I wish I were kidding. Even Zapier’s support shrugged and escalated it to “vendor-specific behavior.”
I asked the rep to log the same note on desktop and mobile. Only one hit. Eventually switched to Make, because their webhook saw lower-level signals. Still, I had to query the RelatedObjects manually to find which notes tied to which deals.
Here’s the working loop
GET note feed → filter for type == 'note' and source == 'app'
THEN match parentObjectId to Deal ID manually
It’s gross. But at least I can stop asking reps if they “really added it,” when the CRM just failed to care.
7. Pricing tiers hide or break identical features in separate plans
Looked at CapsuleCRM because their UI hadn’t changed since 2012 (kind of comforting). Found their Teams plan handled multiple pipelines fine. But when I dropped to the Starter tier, the webhook system just stopped sending updates on opportunity status. No errors. Not-tiered by webhook type. It just…didn’t send them anymore.
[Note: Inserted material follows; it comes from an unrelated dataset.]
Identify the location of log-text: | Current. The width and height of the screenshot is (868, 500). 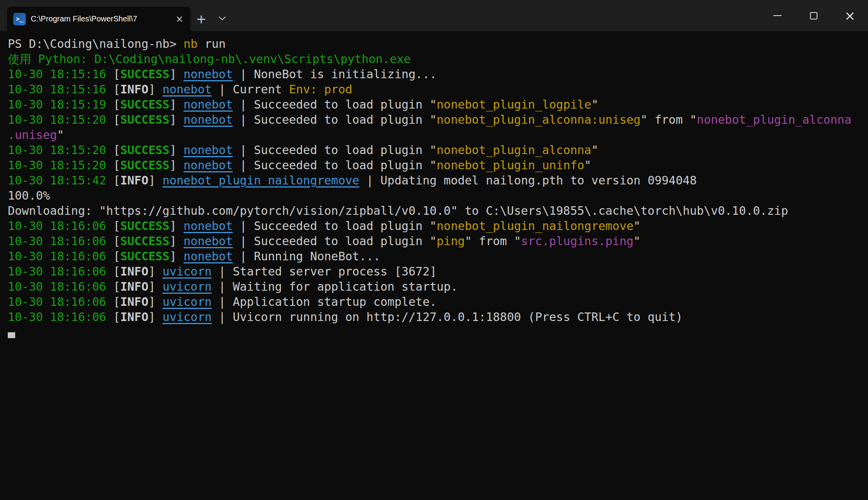
(251, 89).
Official support said: “Webhook access is available across all plans.” Which was technically true. But not all fields are available. On the basic plan, the payloads exclude some internal IDs and status transitions, so my automations broke mid-filter. The deal status field was just missing.
If your automation filters on something invisible, the run silently ends with no log.
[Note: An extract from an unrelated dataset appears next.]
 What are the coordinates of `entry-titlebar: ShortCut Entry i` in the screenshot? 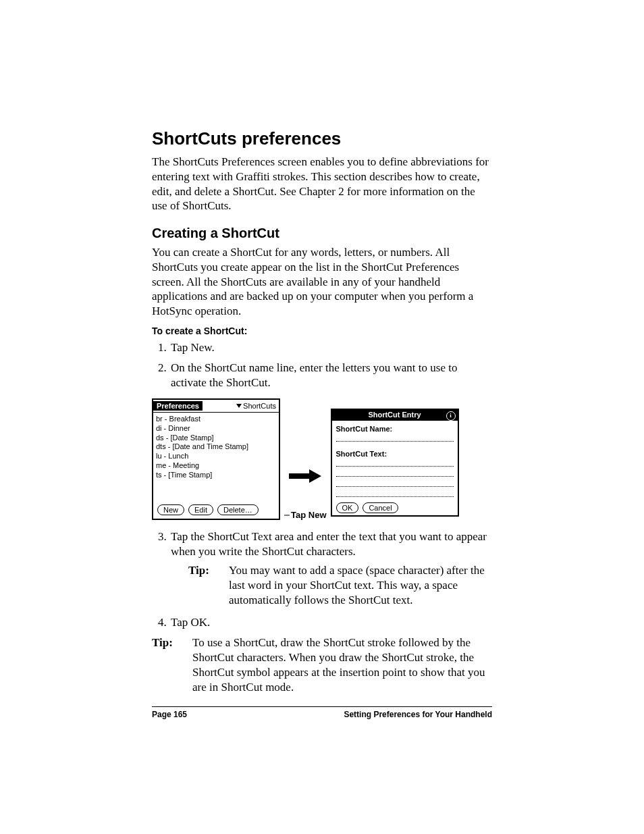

Try this workaround before assuming you broke something:
- Use webhook test mode to grab a raw payload
- Run a dummy deal through each plan level
- Compare payload structures line by line
- If a field goes missing, don’t filter on it
- Instead, add a secondary logging note to that deal
- Trigger on the note contents, not CRM status
Not elegant, but at least visible. Automations die more from partial truths than flat errors.
8. Duplicate prevention logic always fights with merge automations
There’s no CRM that handles deduping well. Not even close. I tried syncing leads from LinkedIn via PhantomBuster to Airtable to Close. Used email as the merge key. First lead passed. Second lead, different source, same email? Blocked.
Close tried to preserve source priority. So if the first record had minimal data and the second one was rich, the merge would “prefer” the older one. But Zapier had no idea that happened. It just saw a successful POST, assumed it worked, and kept moving. So the next three steps wrote to fields that weren’t there. Technically they ran. Just not on the record I expected.
What saved me was a tip from someone half-screaming on a webinar rewatch: “Always read the response object, even on success.”
// Look for this key in the response:
"duplicateFound": true
If present, it includes a redirect ID you can use to update the existing record instead. Not in their docs. Absolutely critical.
I now add a short filter step on every create action that watches for duplicateFound
. And yeah, it’s extra cognitive weight. But once you’ve had five leads ghosted in a buried record by accident, you’ll set it up too.